Noelle-Neumann’s life was not without controversy, having briefly worked as a young journalist for the weekly publication, Das Reich, and writing anti-Semitic articles. She claimed she had to write in an anti-Semitic vein to survive but had never agreed with the dehumanising and murderous treatment of Jewish people by the Nazis. She also claimed that she was later fired and blacklisted by Goebbels.

Whatever Noelle-Neumann’s past, she was haunted by the question of how Hitler could have risen to power in her beloved Germany. As the far-right Alternative For Germany (AfD) celebrates winning more votes than German Chancellor Olaf Scholz’s centre-left SPD in the European Parliament elections, and the far-right National Rally gained 30 per cent of the French vote, her theories appear more important than ever.

Ideas that were once considered repugnant are again becoming acceptable. The Guardian quotes Céline, a French civil servant, who was once afraid to say at work that she supported Marine Le Pen’s party. Now, in the comfortable suburb where she resides, it will no longer lead to being accused of being a Fascist. National Rally pointed to the increase in teachers voting for them as evidence that they have become mainstream.

Noelle-Neumann’s most influential writings date from a simpler time before the advent of social media. No one could have predicted that TikTok would be the driver of political popularity for Jordan Bardella, 28-year-old president of National Rally, who has 1.5 million followers on the platform. The fact that his TikToks are not cringe-making, unlike those of other politicians, was probably a significant factor in capturing one-third of the youngest voters.

Bardella has a carefully cultivated image of being the son of an immigrant lone mother raised in an impoverished Parisian banlieue but, in fact, his divorced father paid for him to go to a private Catholic school, where the majority of students in 2014 were Muslim and/or children of ambitious immigrant parents.

Today, he is the smooth, acceptable face of far-right politics, declaring Islamisation and immigration are destroying France.

In Ireland, the far right is disorganised and too busy infighting and splitting to be a real threat – for now.

The real danger is that mainstream parties feel they have to steal the far-right’s clothes, for example, by becoming tougher on immigration. Centrist parties moving to the right on issues such as immigration just speeds up the normalisation of anti-immigrant rhetoric.

Yet this country’s economy would collapse without immigration.

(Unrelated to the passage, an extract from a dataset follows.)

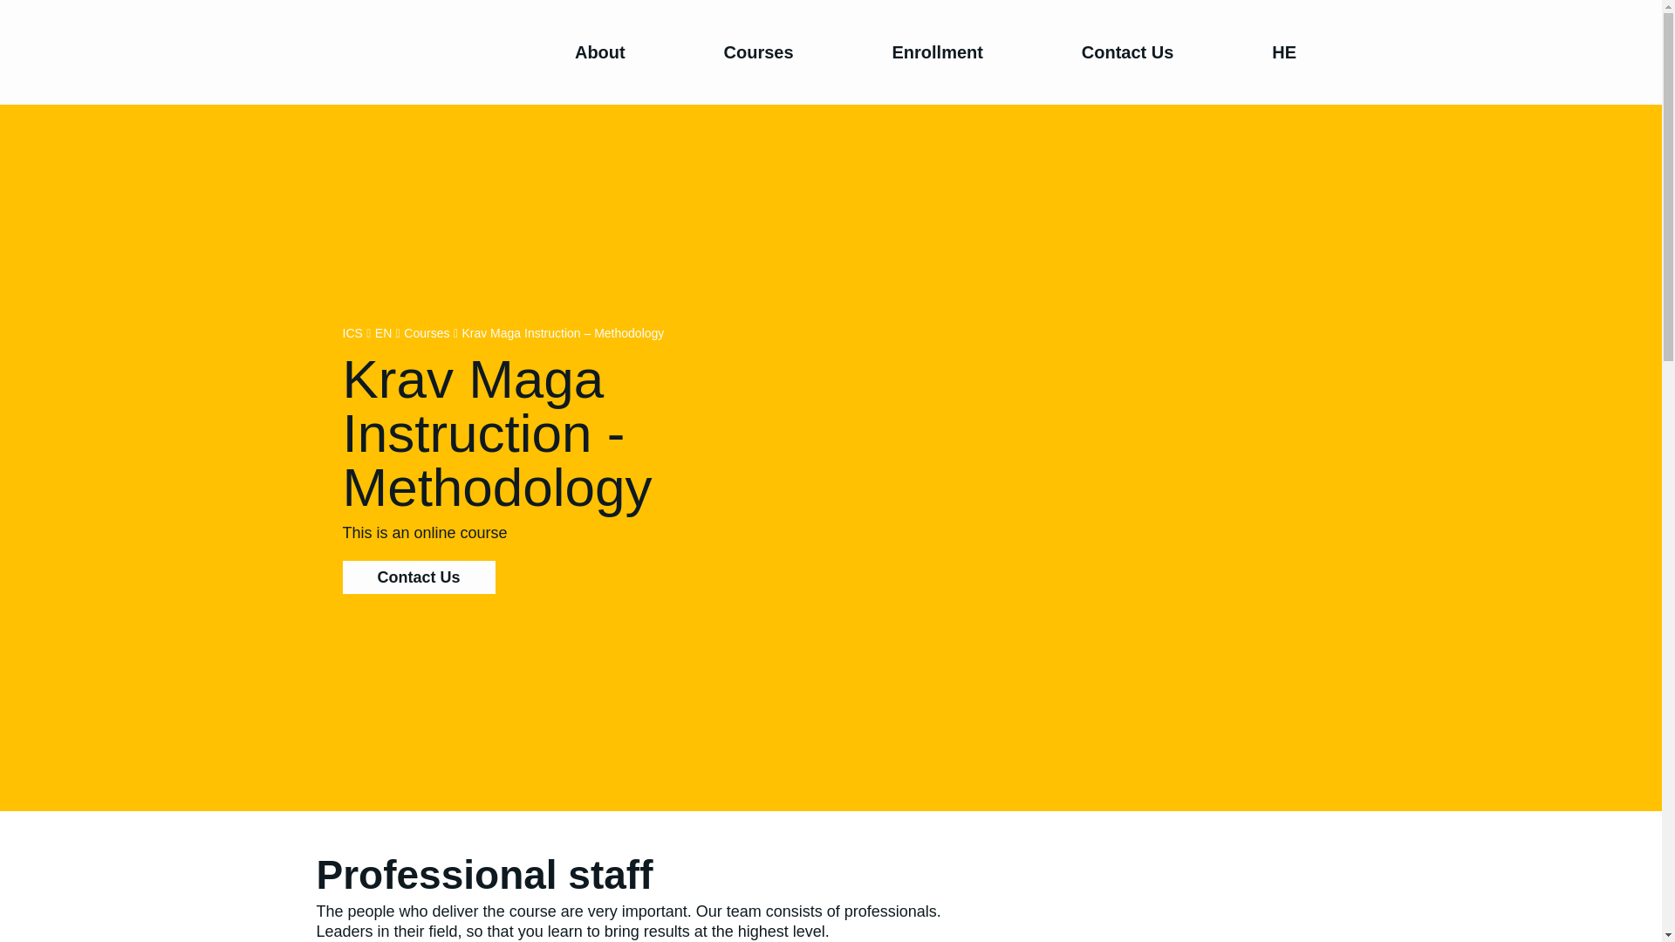 This screenshot has width=1675, height=942. What do you see at coordinates (1127, 52) in the screenshot?
I see `Contact Us` at bounding box center [1127, 52].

Asylum seekers are a subset of migrants, and our failures to treat them humanely are well documented. But if we had a fair, speedy process, and a functioning housing system, it would not be the problem that it is.

Equally importantly, the fact that many voters who are anti-abortion have been politically homeless in mainstream parties, aside from Aontú, has meant that a gap opened up as centrist people felt alienated from politics.

Anti-abortion voters were also patronised as a basket of deplorables by mainstream media. This probably led to many people who would have been staunch Fianna Fáil or Fine Gael grassroots members being more open to people with radical views.

Similarly, if every legitimate concern about immigration is characterised as racist, some moderate people will inevitably be pushed closer to the far right.

In the age of social media with its power to accelerate change, spirals evolve with alarming speed. Face-to-face respectful conversation is still important in countering that acceleration but if Noelle-Neumann is right, we are most reluctant to express our real views when we fear negative social consequences. Yet the alternative, that noxious attitudes are normalised, should worry us far more.